SUBSCRIBE TO OUR FREE NEWSLETTER

SUBSCRIBE TO OUR FREE NEWSLETTER

Daily news & progressive opinion—funded by the people, not the corporations—delivered straight to your inbox.

* indicates required
5
#000000
#FFFFFF
 Bezalel Smotrich

Israeli Finance Minister Bezalel Smotrich, seen here during an October 6, 2022 press conference, said on Monday June 12, 2023 that "big news for the settlements" would be announced "imminently."

(Photo: Gil Cohen-Magen/AFP via Getty Images)

'Blatantly Violating International Law': Israel Plans West Bank Settlement Expansion

One Israel-based group asserted the government's new annexation moves "entrench Jewish supremacy and apartheid in the West Bank."

Human rights defenders on Monday blasted Israeli Prime Minister Benjamin Netanyahu's far-right apartheid government after it reportedly informed the Biden administration of plans to build thousands of new Jewish-only settler homes in the illegally occupied West Bank of Palestine.

Three Israeli and U.S. officials toldAxios that Israel will announce later this month its intention to build at least 4,000 homes in existing West Bank settler colonies. Over the weekend, Israeli and international media reported that Netanyahu's government would postpone plans for what's known as the E1 project due to U.S. pressure.

For two decades Israeli and international human rights experts have called the settlements—which are illegal under Article 49 of the 4th Geneva Convention and the International Criminal Court's (ICC) Rome Statute—part of Israel's apartheid regime. The seizure of Palestinian land in the occupied territories is also a war crime under the Rome Statute.

"The American government can and should materially pressure Israel to stop impeding on Palestinian human rights."

Israeli Finance Minister Bezalel Smotrich, who opined in 2021 that all—not just most—Arabs should have been ethnically cleansed from Palestine at Israel's birth, said during a Monday press conference that "we will have big news for the settlements in the West Bank imminently."

The Biden administration has largely turned a blind eye to Israeli settlement construction and expansion but says it is strongly opposed to E1 because it would reduce the Palestinian population in East Jerusalem and further diminish faint hopes of any so-called two-state solution.

"Since the new Israeli government was inaugurated in December 2022, it has taken a series of alarming steps to accelerate its annexation of the West Bank, aiming to fulfill its commitments to increase Jewish settlements and ultimately extend Israeli sovereignty across the West Bank," tweeted Adalah, an Israel-based advocacy group for Arab minority rights.

Adalah asserted that Israel's new annexation moves "entrench Jewish supremacy and apartheid in the West Bank" by steps including:

  • The institutional transfer of authority from military to civilian government offices in order to dismantle the authority of the military's administration, assert Israeli state sovereignty, and promote the settlements;
  • The further "regularization" and expansion of illegal settlements; and
  • The direct application of Israeli domestic law to the occupied West Bank.
"These are part of an explicit plan by Israel to annex swaths of the West Bank and institute full Israeli sovereignty over them," Adalah asserted. "They violate international law, including the Rome Statute, constituting crimes against humanity (apartheid), war crimes, and a crime of aggression."

In the United States, the progressive political group Justice Democrats called on Congress to pass H.R. 3103, the Defending the Human Rights of Palestinian Children and Families Living Under Israeli Military Occupation Act. The measure—which was introduced last month by Rep. Betty McCollum (D-Minn.)—would ensure that no U.S. tax dollars are used by the Israeli military to imprison Palestinian children, force Palestinians out of their homes or demolish their property, or further expand settlements and steal Palestinian land.

The U.S. gives Israel around $3.8 billion in mostly unconditional military aid each year.

Our work is licensed under Creative Commons (CC BY-NC-ND 3.0). Feel free to republish and share widely.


- _The task_
Leaving the pictures aside, reproduce the data in full and word for word.

-------- Source data --------

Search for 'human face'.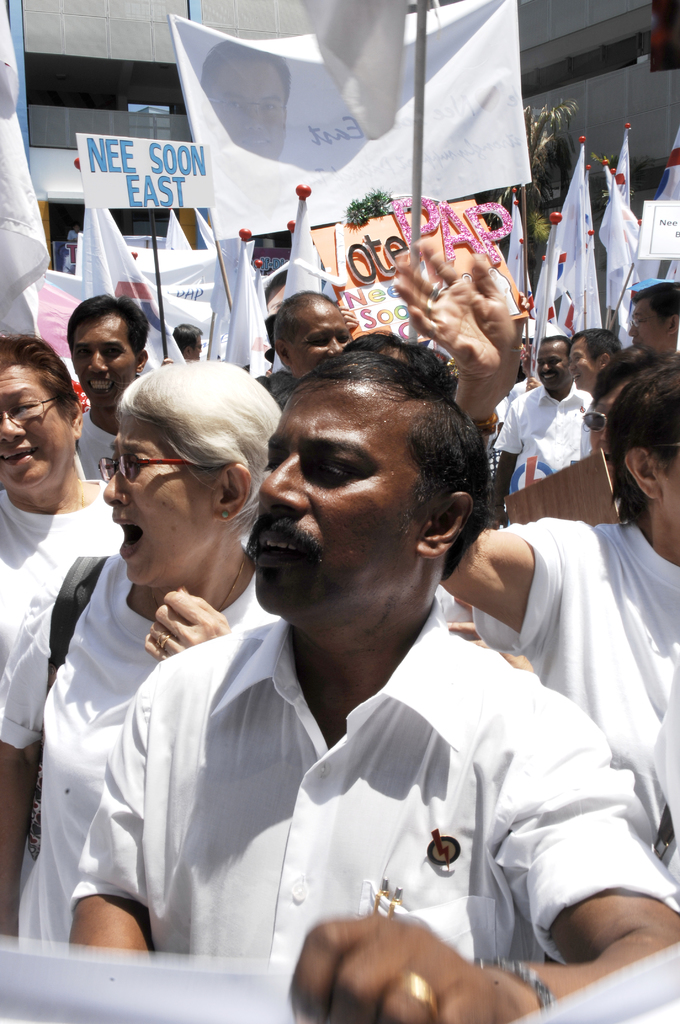
Found at 539,345,562,387.
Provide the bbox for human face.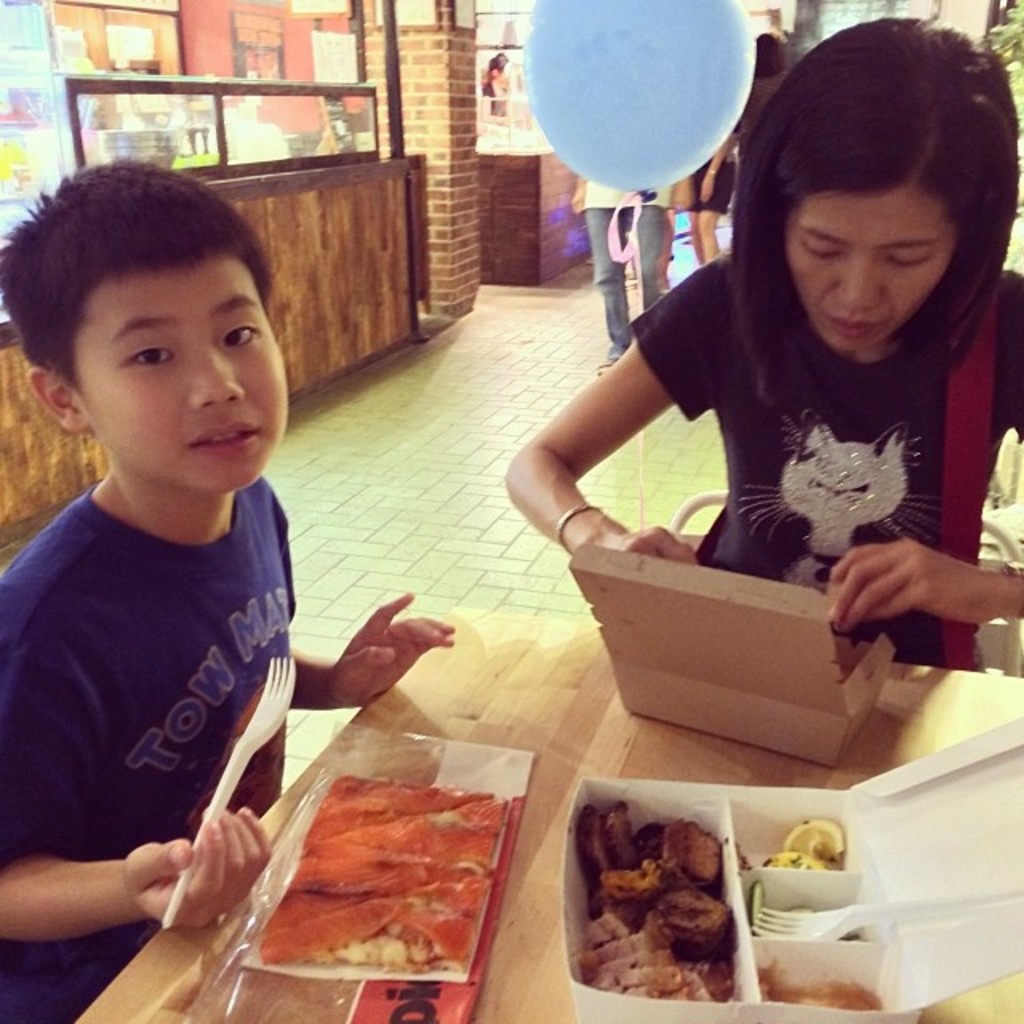
[779,190,955,350].
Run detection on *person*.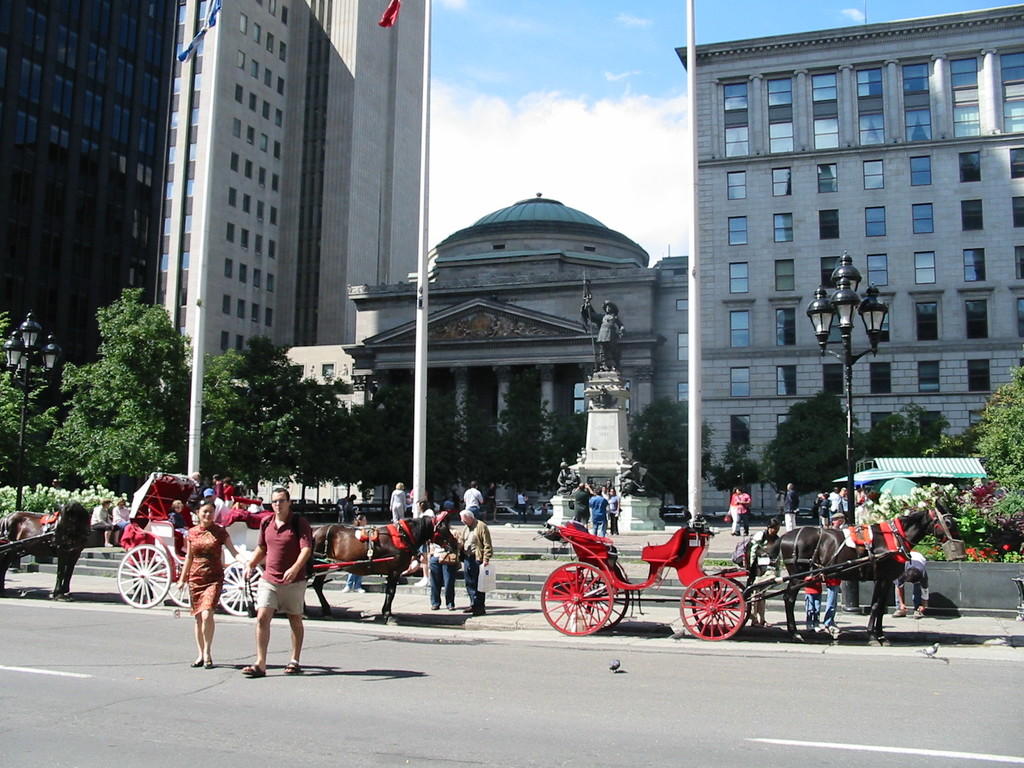
Result: 178:498:253:667.
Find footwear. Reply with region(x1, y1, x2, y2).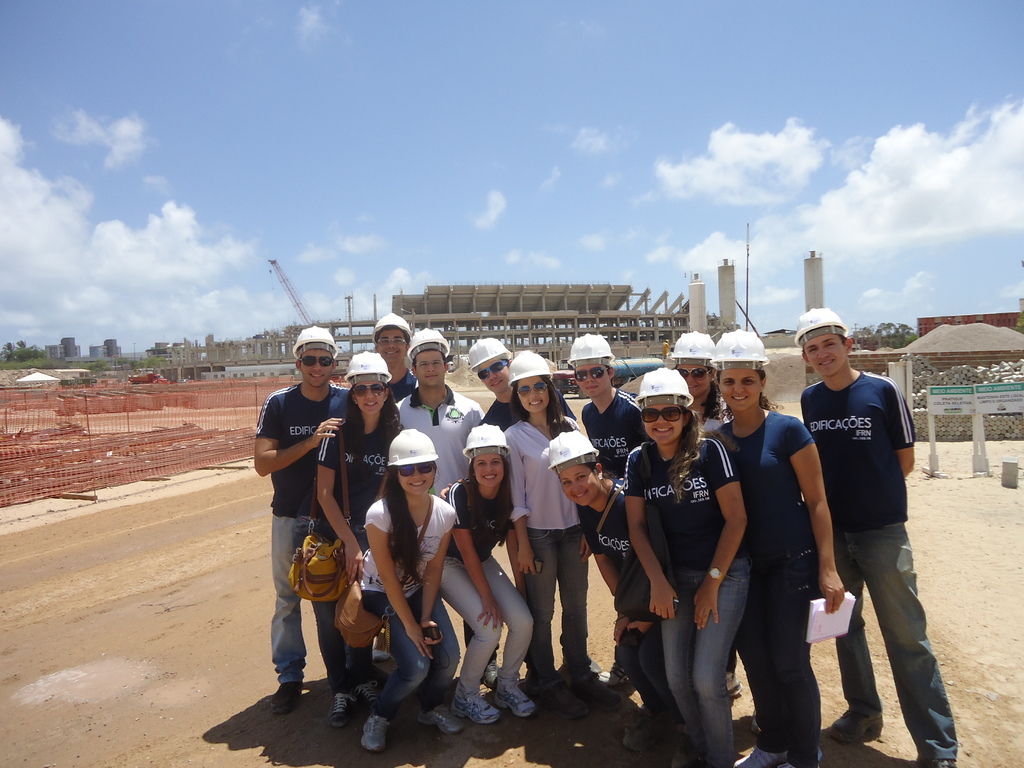
region(269, 683, 305, 716).
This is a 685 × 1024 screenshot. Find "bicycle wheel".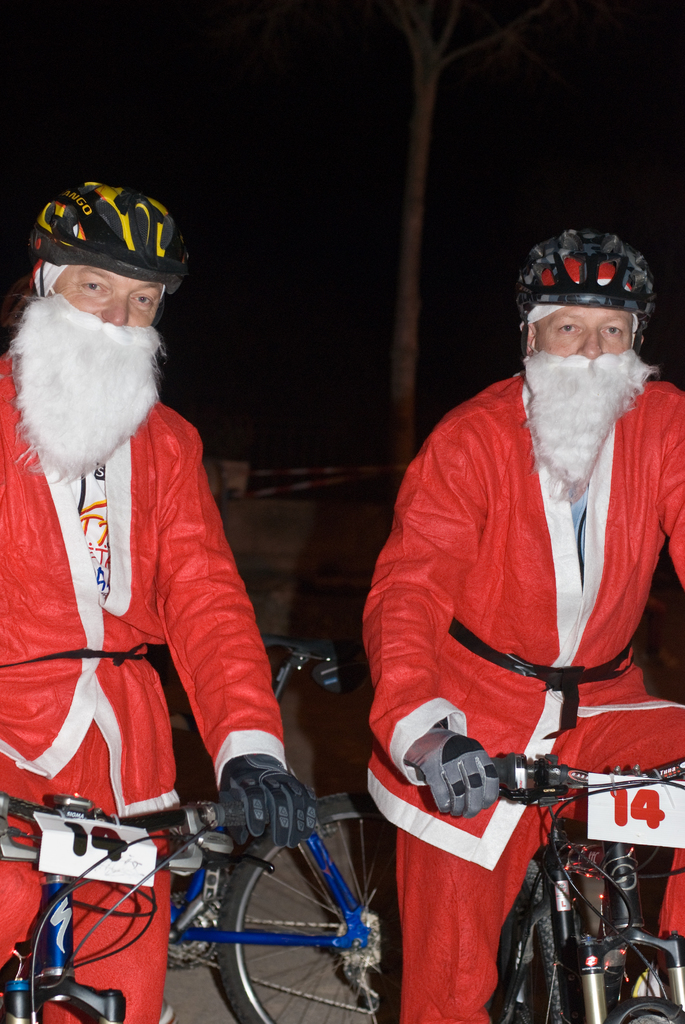
Bounding box: Rect(501, 863, 576, 1023).
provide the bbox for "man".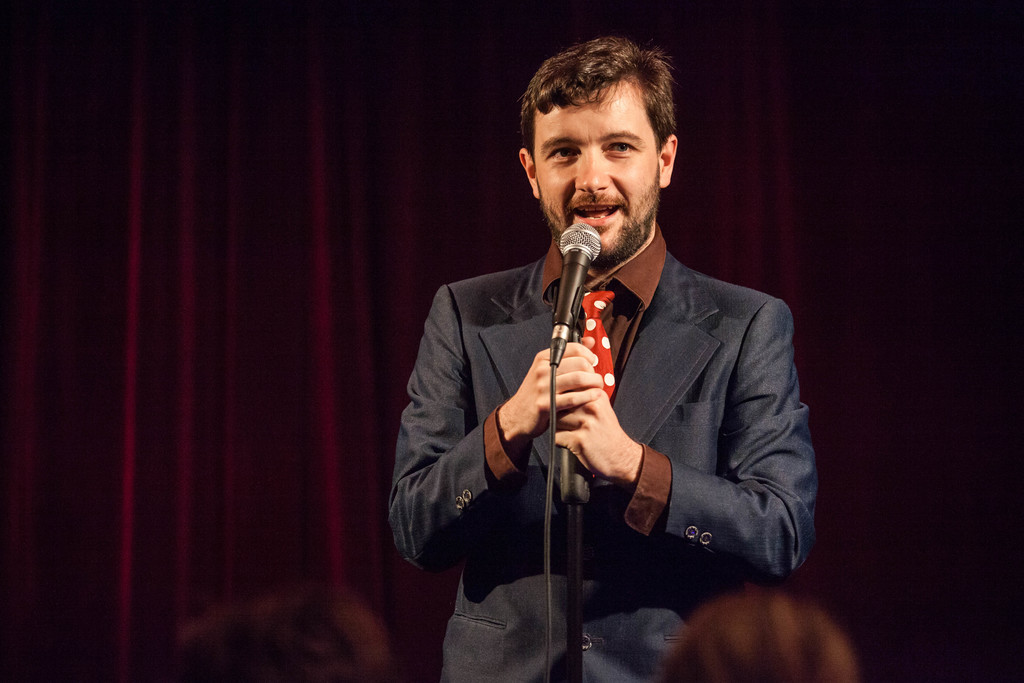
{"x1": 386, "y1": 56, "x2": 824, "y2": 655}.
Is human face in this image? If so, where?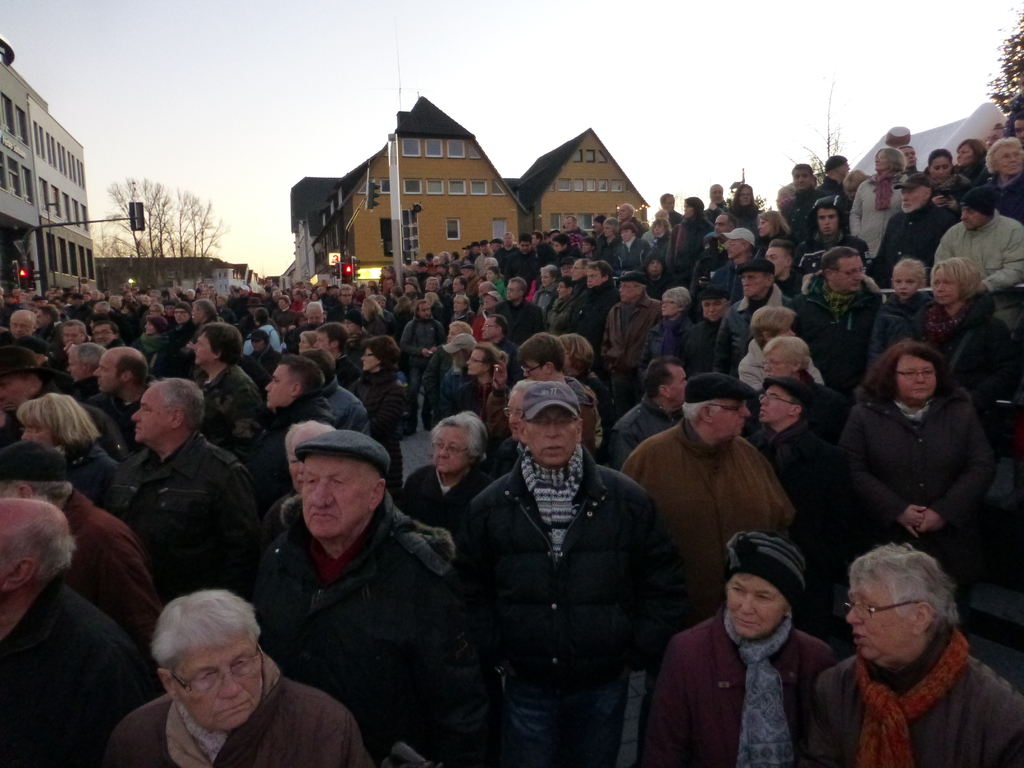
Yes, at Rect(1000, 146, 1021, 177).
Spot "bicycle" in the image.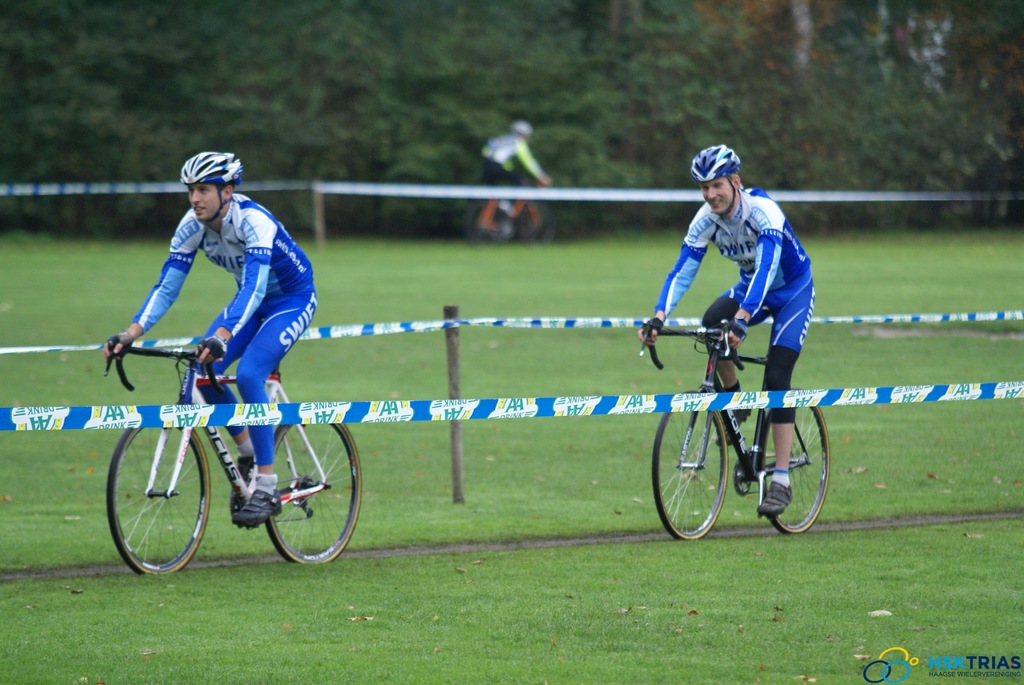
"bicycle" found at x1=638, y1=303, x2=831, y2=542.
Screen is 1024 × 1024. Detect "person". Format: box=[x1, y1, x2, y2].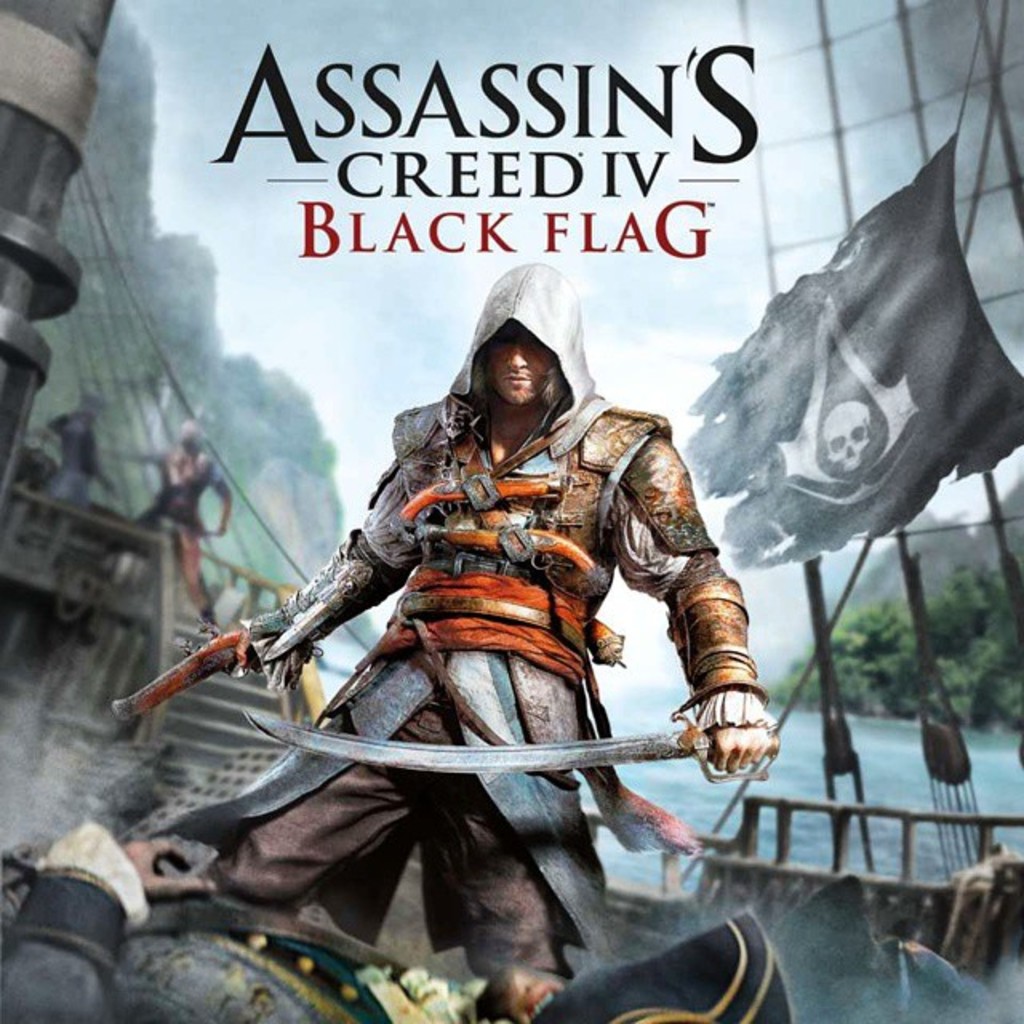
box=[0, 835, 790, 1022].
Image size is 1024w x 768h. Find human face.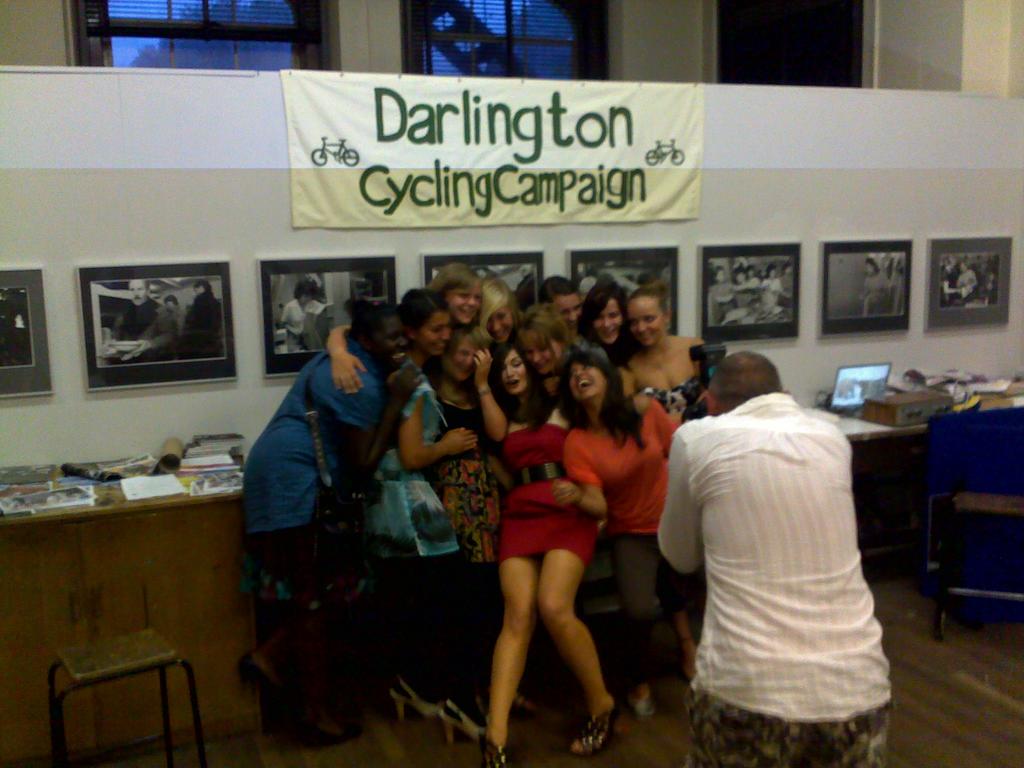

--------

- _Finished task_
Search for 'human face'.
Found at 539,345,562,387.
Provide the bbox for human face.
[779,190,955,350].
Run detection on *person*.
Result: 178:498:253:667.
Find footwear. Reply with region(x1, y1, x2, y2).
region(269, 683, 305, 716).
This is a 685 × 1024 screenshot. Find "bicycle wheel".
Bounding box: Rect(501, 863, 576, 1023).
provide the bbox for "man".
{"x1": 386, "y1": 56, "x2": 824, "y2": 655}.
Is human face in this image? If so, where?
Yes, at Rect(1000, 146, 1021, 177).
Spot "bicycle" in the image.
"bicycle" found at x1=638, y1=303, x2=831, y2=542.
Screen is 1024 × 1024. Detect "person". Format: box=[x1, y1, x2, y2].
box=[0, 835, 790, 1022].
Image size is 1024w x 768h. Find human face.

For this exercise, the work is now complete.